Postcode sectors are the next slice down, each a group of streets. Prices can differ sharply between two sectors a few minutes' walk apart.

SectorMedian (latest)Sales that year
BN3 1£310,00043
BN3 2£345,00037
BN3 3£355,00052
BN3 4£445,00025
BN3 5£600,00049
BN3 6£635,00030
BN3 7£450,00025
BN3 8£500,00017

How BN3 compares nearby

Same city, different markets. The neighbouring districts of the BN area, dearest first:

DistrictMedian5-year
BN45£622,500-18%
BN6£523,200+9%
BN5£499,000+2%
BN42£454,800+18%
BN7£450,000-4%
BN43£432,500+8%
BN3 (this report)£422,500+6%
BN1£420,000+5%
BN12£420,000+11%
BN8£417,500-7%
BN2£407,000+4%
BN44£402,500-6%
BN14£400,000+11%
BN16£377,500+4%
BN41£373,000+11%
BN20£370,000+7%
BN25£370,000+3%
BN15£365,000+15%
BN18£365,000-5%
BN13£354,800+8%
BN24£350,000+5%
BN10£317,000-4%
BN9£316,000+20%
BN26£313,800-3%

Dig further

See every individual BN3 sale on the live map, mapped to the exact address, or the quick-reference BN3 price page. The report tool writes a custom answer to a specific question, and the mortgage and rent calculator on any sale runs the numbers on a real purchase.
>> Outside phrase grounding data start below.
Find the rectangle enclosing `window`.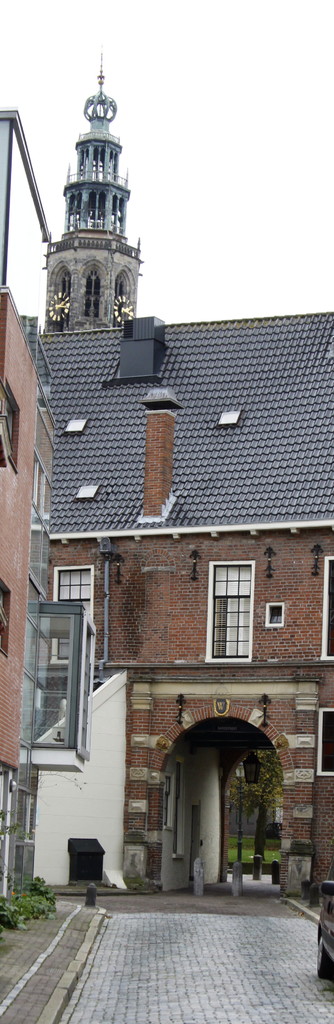
<box>51,564,97,628</box>.
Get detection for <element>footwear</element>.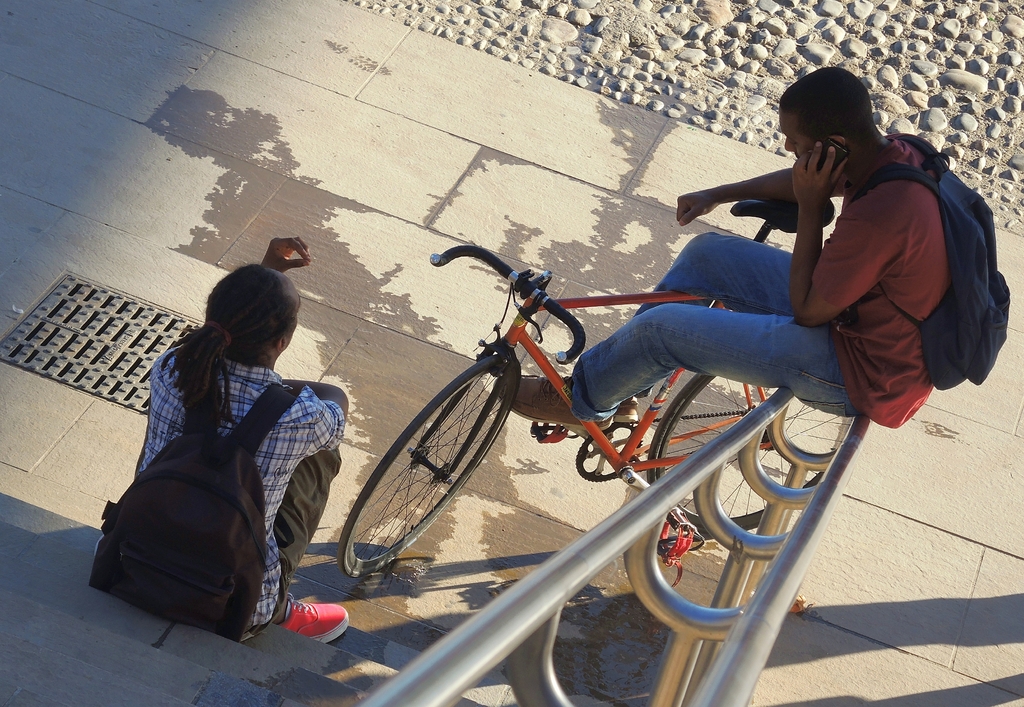
Detection: {"x1": 275, "y1": 606, "x2": 351, "y2": 650}.
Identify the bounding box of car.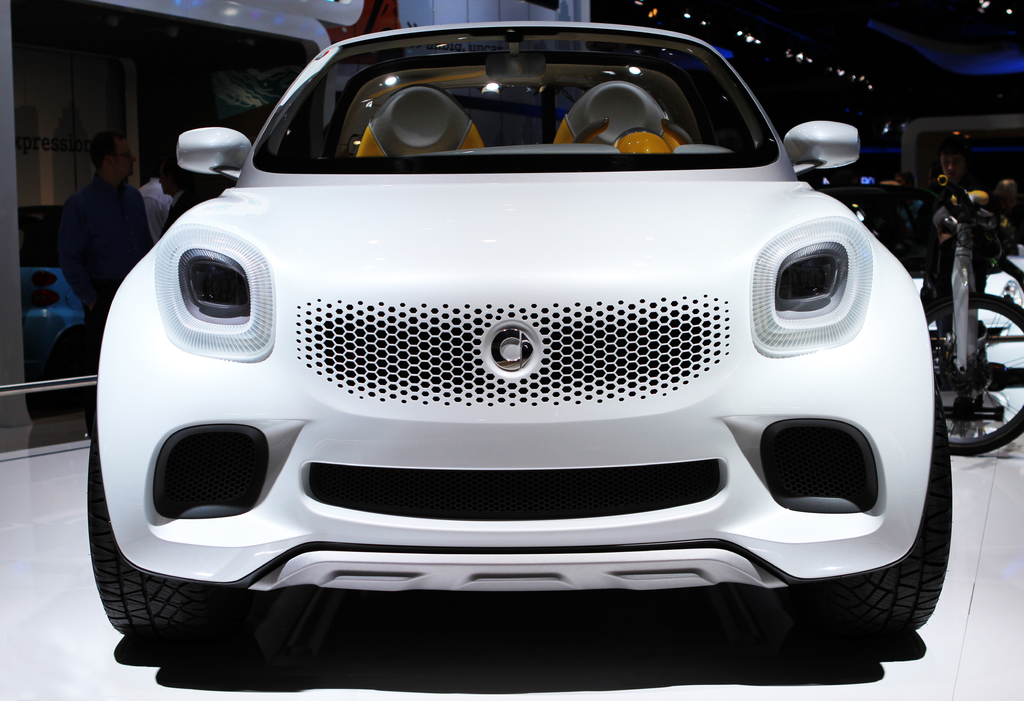
[left=20, top=208, right=85, bottom=415].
How this page is made: the statistics are computed from HM Land Registry Price Paid Data (Crown copyright, OGL v3.0), geocoded to address level; inflation adjustment uses the ONS CPIH index; rents are the ONS Price Index of Private Rents at local-authority level. Medians of recorded sales, not valuations. Nothing on this page is financial advice.